Despite the Welfare Reform Bill passing into a law a couple of weeks ago, there seems fairly universal acceptance that there’s still a lot of welfare reforming to be done (including, some would argue, undoing the damage done by the most recent set of reforms).
The questions left are around the direction of future reform, its scale, and its timing.
Is it going to be, as Faisel Rahman persuasively argues it should in today’s Guardian, positive reform – harnessing people’s desire for work, treating people on benefits as contributors, removing the barriers in the current system? Or is it going to be negative, increasingly punitive and stigmatising towards those on benefits?
Will it happen piecemeal – raising the earnings disregard one year, changing the rules for lone parents on Jobseekers Allowance the next? Or will there be wholesale reform, like that proposed by the Centre for Social Justice?
And will it happen in a few months, a few years, or a few slow decades? We’d certainly like to see some immediate smaller changes that this government could still bring in and which would make a big difference – we’ll be saying more about that next week. But in the long run we’re hoping, and arguing, for the need for wholesale, positive reform of the system.

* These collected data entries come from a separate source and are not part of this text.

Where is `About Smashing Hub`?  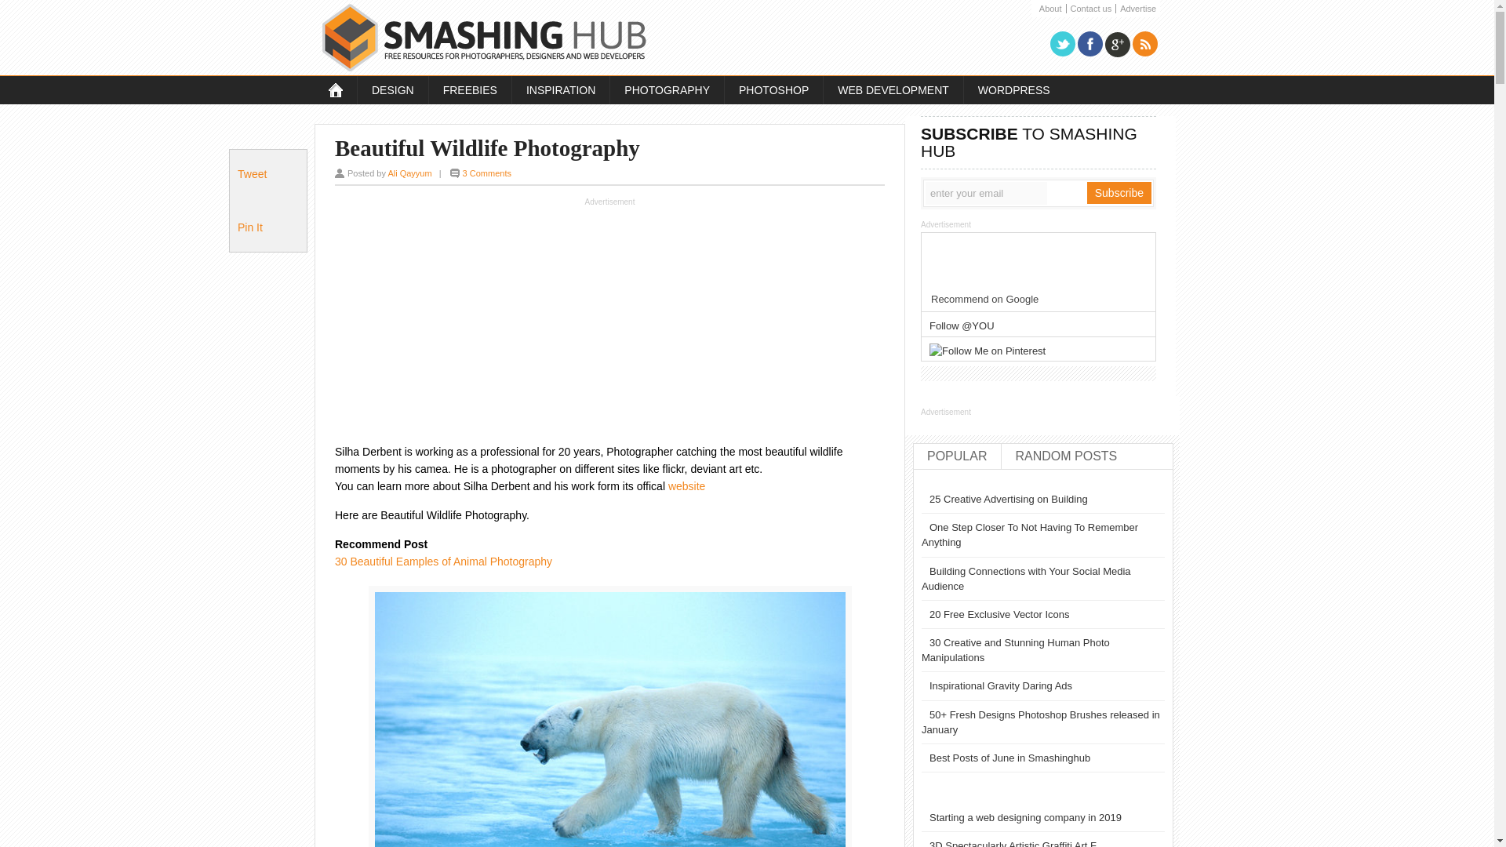
About Smashing Hub is located at coordinates (1051, 9).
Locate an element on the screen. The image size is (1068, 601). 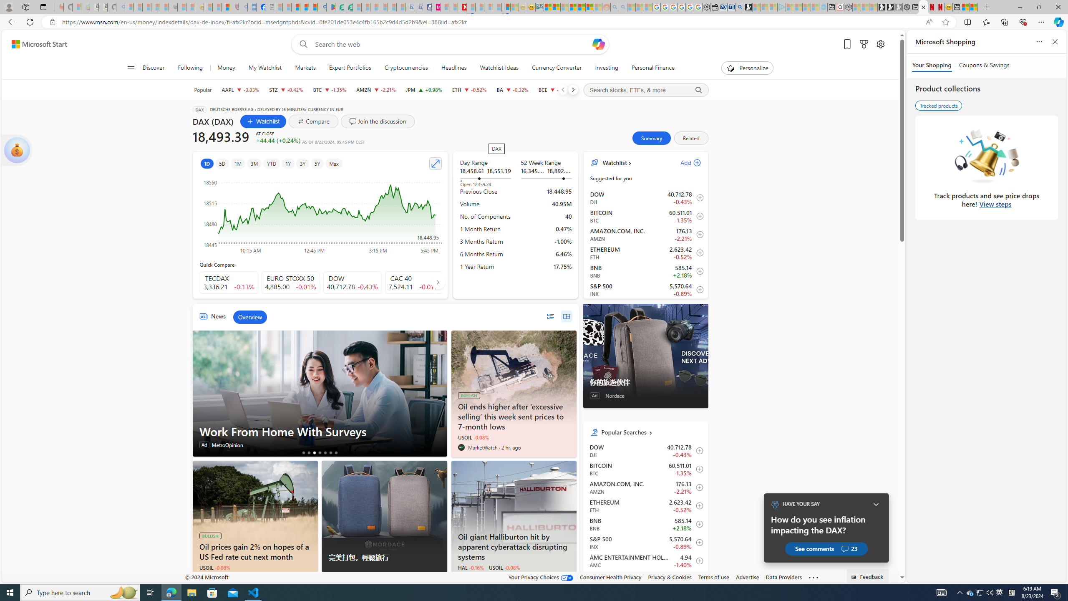
Headlines is located at coordinates (454, 68).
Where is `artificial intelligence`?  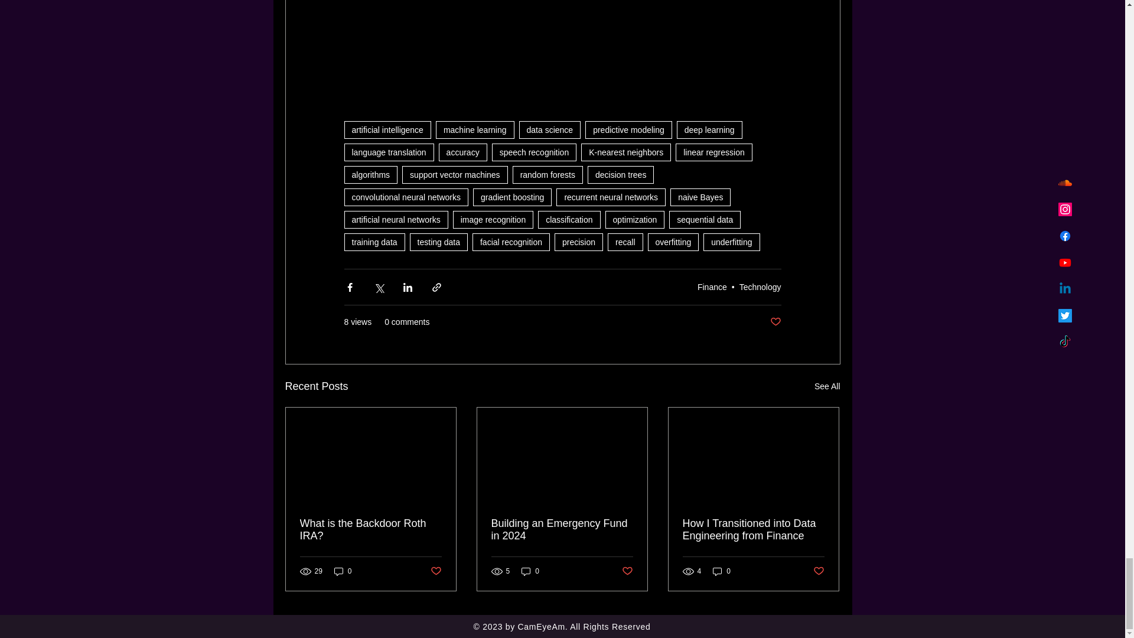 artificial intelligence is located at coordinates (387, 130).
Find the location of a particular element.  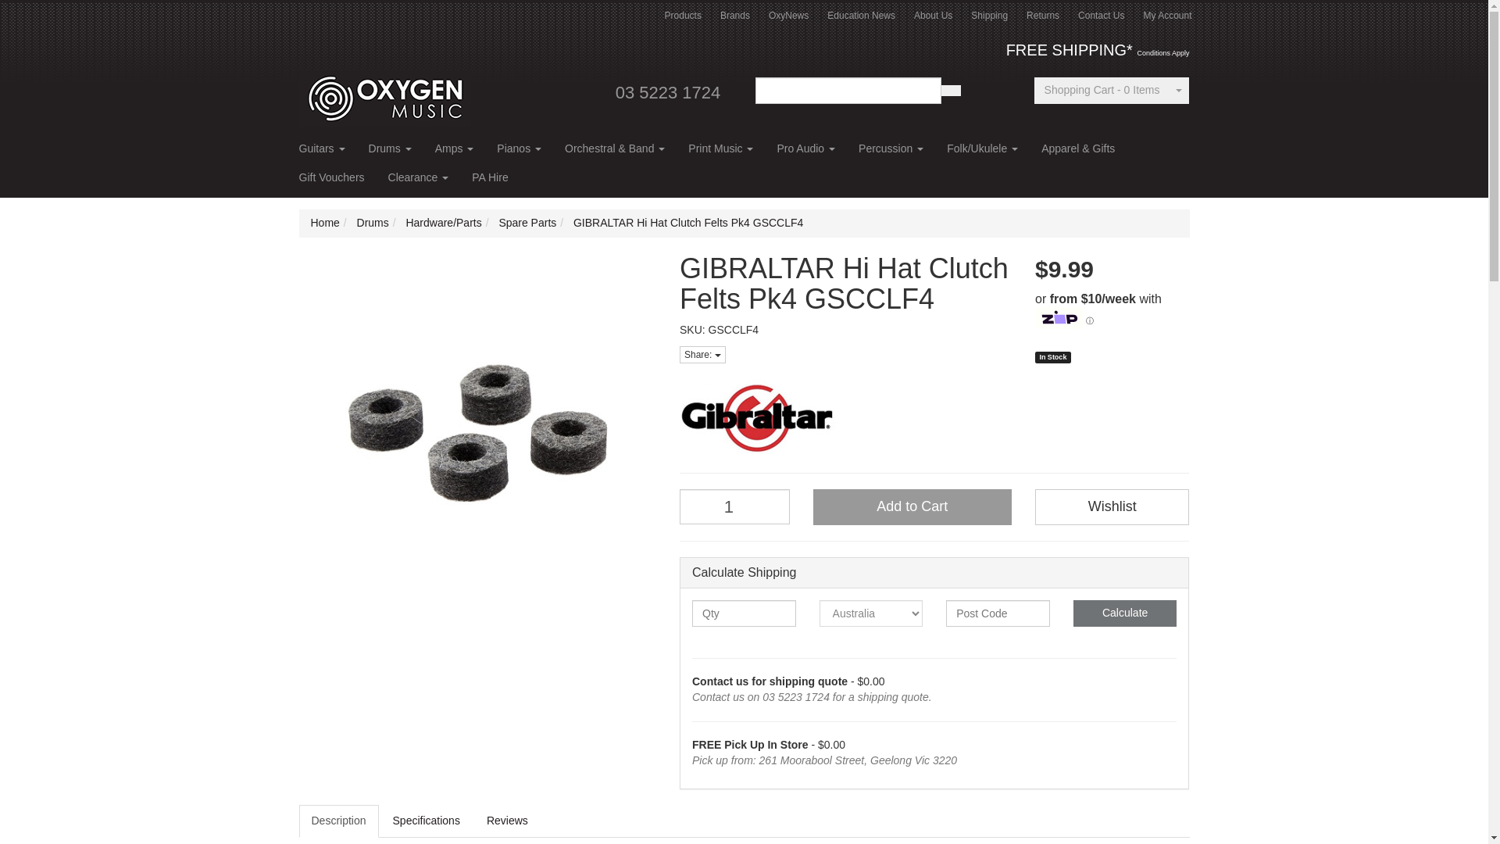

A few years ago we started looking into how Newham’s local Jobcentre could run a better service for its users, many of whom were coming to us for advice when the service let them down.
Last week the Department for Work and Pensions
fits system so that people were able to do small amounts of work as a first step back towards the job market would lead to higher employment and fewer people working in the informal economy. Ultimately, less fraud and a smaller welfare budget.